🤖 AI Summary
This study addresses the critical limitations of audio anomaly detection (AAD)—namely, the lack of fine-grained localization and interpretability—by pioneering the adaptation of vision pretraining-driven anomaly detection to the audio domain. Methodologically, input audio is converted into time-frequency spectrograms, which are processed by vision backbones (e.g., ViT or ResNet) to extract multi-scale features; these features are then integrated with established unsupervised visual anomaly detection algorithms (e.g., PatchCore, SPADE) to achieve pixel-level, spectrogram-based anomaly localization. Unlike conventional AAD methods that yield only global binary labels, our approach enables interpretable, localized anomaly heatmaps—substantially enhancing diagnostic transparency and real-world deployability. Evaluated on industrial and environmental audio benchmarks, the method achieves state-of-the-art detection accuracy, empirically validating both the efficacy and cross-modal generalizability of vision-to-audio transfer.
📝 Abstract
Recent advances in Visual Anomaly Detection (VAD) have introduced sophisticated algorithms leveraging embeddings generated by pre-trained feature extractors. Inspired by these developments, we investigate the adaptation of such algorithms to the audio domain to address the problem of Audio Anomaly Detection (AAD). Unlike most existing AAD methods, which primarily classify anomalous samples, our approach introduces fine-grained temporal-frequency localization of anomalies within the spectrogram, significantly improving explainability. This capability enables a more precise understanding of where and when anomalies occur, making the results more actionable for end users. We evaluate our approach on industrial and environmental benchmarks, demonstrating the effectiveness of VAD techniques in detecting anomalies in audio signals. Moreover, they improve explainability by enabling localized anomaly identification, making audio anomaly detection systems more interpretable and practical.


*Directions for this task*
Your answer must consist of every line from the data below that includes the word "inflow".

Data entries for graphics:
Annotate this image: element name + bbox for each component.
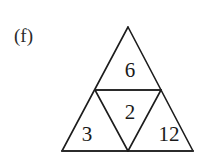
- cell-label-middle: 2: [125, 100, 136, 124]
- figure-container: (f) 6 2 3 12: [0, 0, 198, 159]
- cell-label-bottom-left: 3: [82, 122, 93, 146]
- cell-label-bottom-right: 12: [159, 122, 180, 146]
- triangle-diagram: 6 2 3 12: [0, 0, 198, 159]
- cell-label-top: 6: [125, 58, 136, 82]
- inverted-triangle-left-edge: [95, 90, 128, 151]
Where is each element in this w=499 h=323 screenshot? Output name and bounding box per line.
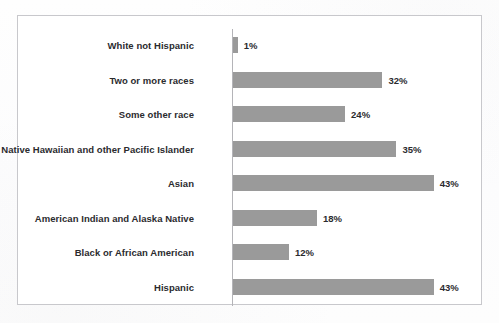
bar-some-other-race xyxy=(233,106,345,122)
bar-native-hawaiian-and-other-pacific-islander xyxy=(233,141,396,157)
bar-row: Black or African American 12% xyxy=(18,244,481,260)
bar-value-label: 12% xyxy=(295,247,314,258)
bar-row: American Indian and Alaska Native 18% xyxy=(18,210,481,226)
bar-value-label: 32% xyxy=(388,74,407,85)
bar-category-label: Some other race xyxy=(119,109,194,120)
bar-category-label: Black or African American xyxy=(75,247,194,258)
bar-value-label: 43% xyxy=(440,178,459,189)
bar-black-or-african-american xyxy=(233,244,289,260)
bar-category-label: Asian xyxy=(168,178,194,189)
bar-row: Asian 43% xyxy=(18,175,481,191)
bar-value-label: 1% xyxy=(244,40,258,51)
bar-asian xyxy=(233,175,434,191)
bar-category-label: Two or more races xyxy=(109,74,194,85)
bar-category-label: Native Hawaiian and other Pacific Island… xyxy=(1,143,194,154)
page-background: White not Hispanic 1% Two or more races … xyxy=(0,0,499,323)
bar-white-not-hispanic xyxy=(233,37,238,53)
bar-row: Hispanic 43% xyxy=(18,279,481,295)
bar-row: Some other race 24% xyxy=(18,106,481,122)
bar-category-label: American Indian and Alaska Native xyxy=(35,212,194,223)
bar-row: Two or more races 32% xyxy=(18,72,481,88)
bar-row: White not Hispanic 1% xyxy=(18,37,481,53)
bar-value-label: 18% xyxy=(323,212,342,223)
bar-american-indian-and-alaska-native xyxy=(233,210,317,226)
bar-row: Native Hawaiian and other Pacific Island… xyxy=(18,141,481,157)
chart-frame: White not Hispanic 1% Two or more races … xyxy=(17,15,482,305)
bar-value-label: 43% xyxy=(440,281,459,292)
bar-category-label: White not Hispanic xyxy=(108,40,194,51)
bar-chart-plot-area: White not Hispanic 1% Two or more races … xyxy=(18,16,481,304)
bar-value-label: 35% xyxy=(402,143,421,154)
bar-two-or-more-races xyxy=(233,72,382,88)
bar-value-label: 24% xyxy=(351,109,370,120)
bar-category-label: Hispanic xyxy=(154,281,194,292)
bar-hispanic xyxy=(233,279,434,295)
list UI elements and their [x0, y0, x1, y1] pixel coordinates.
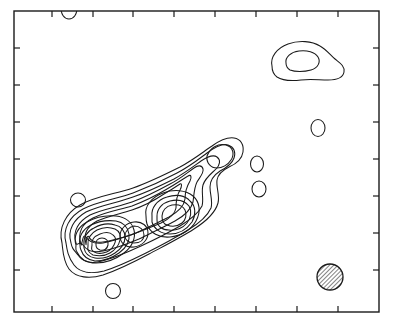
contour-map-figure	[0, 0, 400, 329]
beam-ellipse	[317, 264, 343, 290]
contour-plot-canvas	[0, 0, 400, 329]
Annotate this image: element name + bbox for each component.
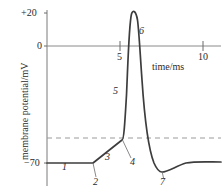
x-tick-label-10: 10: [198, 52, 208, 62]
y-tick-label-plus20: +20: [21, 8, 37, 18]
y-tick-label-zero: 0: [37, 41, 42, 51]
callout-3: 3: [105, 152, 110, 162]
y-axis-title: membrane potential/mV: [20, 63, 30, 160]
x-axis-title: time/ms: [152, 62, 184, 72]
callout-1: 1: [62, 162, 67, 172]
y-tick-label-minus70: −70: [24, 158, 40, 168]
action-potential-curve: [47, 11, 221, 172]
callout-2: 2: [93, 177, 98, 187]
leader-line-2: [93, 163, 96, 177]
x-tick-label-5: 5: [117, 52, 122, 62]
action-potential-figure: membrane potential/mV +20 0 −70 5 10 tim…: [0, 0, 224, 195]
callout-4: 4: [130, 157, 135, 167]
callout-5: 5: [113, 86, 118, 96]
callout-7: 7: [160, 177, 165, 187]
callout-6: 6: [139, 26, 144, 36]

--

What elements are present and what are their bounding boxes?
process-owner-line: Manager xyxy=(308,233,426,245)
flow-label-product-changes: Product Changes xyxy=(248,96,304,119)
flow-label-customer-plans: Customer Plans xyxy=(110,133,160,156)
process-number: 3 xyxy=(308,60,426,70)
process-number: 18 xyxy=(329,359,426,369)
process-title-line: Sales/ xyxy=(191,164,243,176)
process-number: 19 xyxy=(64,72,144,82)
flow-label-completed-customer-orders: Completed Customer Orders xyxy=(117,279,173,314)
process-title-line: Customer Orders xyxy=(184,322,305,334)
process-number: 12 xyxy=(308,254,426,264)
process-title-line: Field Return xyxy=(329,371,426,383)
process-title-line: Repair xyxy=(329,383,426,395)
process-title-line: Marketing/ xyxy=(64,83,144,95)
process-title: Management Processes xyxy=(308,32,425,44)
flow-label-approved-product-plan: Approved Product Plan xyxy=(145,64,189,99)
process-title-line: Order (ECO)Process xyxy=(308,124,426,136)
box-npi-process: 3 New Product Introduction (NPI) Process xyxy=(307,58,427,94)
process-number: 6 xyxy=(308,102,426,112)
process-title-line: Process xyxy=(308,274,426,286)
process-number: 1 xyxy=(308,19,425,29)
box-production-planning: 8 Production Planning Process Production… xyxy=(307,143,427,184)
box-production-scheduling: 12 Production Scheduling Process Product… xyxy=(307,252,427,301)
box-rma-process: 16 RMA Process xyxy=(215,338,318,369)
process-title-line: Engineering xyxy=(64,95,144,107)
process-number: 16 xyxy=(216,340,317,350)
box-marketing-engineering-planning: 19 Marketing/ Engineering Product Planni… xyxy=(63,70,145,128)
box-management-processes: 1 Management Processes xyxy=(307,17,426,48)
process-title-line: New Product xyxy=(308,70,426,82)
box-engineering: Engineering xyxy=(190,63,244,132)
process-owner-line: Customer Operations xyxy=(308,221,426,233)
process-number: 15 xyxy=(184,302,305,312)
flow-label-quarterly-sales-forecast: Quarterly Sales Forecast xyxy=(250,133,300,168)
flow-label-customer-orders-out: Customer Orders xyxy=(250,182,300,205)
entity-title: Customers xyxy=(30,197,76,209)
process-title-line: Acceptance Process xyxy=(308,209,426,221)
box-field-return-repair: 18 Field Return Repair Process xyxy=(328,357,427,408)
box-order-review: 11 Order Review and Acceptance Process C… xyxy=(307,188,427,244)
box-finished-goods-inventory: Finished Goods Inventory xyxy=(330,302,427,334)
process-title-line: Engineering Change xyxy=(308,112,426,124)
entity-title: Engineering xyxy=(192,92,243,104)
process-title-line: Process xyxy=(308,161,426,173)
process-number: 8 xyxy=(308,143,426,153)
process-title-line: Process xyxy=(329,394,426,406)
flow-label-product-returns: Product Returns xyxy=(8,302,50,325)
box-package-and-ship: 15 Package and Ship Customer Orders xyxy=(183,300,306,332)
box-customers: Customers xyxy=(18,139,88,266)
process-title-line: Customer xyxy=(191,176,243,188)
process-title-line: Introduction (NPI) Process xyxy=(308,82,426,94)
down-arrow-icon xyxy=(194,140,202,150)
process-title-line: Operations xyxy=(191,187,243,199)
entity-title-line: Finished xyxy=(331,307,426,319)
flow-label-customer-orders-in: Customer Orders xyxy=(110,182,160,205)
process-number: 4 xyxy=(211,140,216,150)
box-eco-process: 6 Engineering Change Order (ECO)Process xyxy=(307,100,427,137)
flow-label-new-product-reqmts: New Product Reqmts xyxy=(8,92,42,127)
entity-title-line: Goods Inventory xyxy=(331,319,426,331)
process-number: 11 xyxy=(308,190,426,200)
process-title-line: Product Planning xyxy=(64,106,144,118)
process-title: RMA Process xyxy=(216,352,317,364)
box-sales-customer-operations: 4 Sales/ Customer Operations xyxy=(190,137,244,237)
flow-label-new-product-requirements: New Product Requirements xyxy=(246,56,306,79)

...

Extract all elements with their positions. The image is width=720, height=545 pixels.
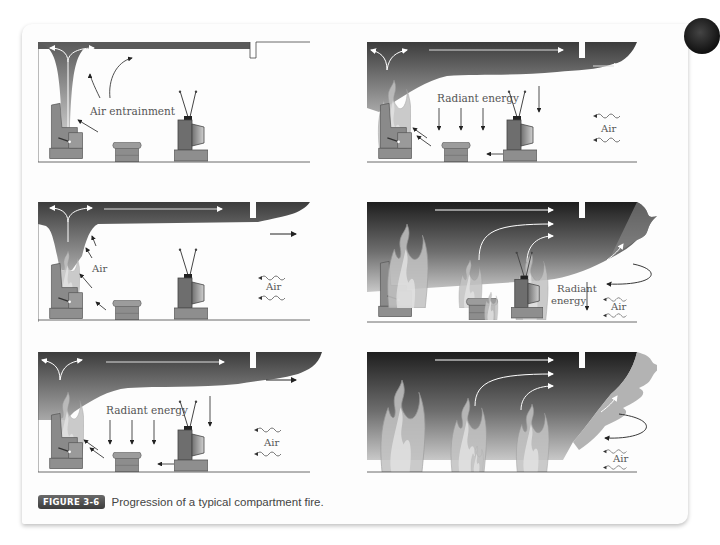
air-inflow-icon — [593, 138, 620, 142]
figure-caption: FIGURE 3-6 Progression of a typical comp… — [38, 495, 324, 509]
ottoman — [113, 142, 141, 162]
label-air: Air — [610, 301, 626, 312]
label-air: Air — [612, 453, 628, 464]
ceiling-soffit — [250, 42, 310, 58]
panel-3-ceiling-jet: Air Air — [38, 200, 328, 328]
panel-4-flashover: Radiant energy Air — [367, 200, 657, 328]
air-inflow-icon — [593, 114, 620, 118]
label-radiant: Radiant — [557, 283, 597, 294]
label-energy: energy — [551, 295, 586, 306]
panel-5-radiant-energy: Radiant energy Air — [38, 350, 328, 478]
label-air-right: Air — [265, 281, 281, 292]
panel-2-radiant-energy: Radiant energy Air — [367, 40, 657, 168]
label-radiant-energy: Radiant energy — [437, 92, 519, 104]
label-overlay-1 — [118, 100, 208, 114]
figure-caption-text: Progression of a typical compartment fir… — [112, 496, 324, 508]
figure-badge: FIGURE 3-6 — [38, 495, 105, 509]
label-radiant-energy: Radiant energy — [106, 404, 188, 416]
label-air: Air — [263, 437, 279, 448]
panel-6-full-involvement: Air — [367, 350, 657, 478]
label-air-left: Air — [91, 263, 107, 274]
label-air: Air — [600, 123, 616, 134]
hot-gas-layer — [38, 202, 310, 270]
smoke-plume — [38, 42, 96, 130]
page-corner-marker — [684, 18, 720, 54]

*Reply to the exercise*
air-inflow-icon — [593, 138, 620, 142]
air-inflow-icon — [593, 114, 620, 118]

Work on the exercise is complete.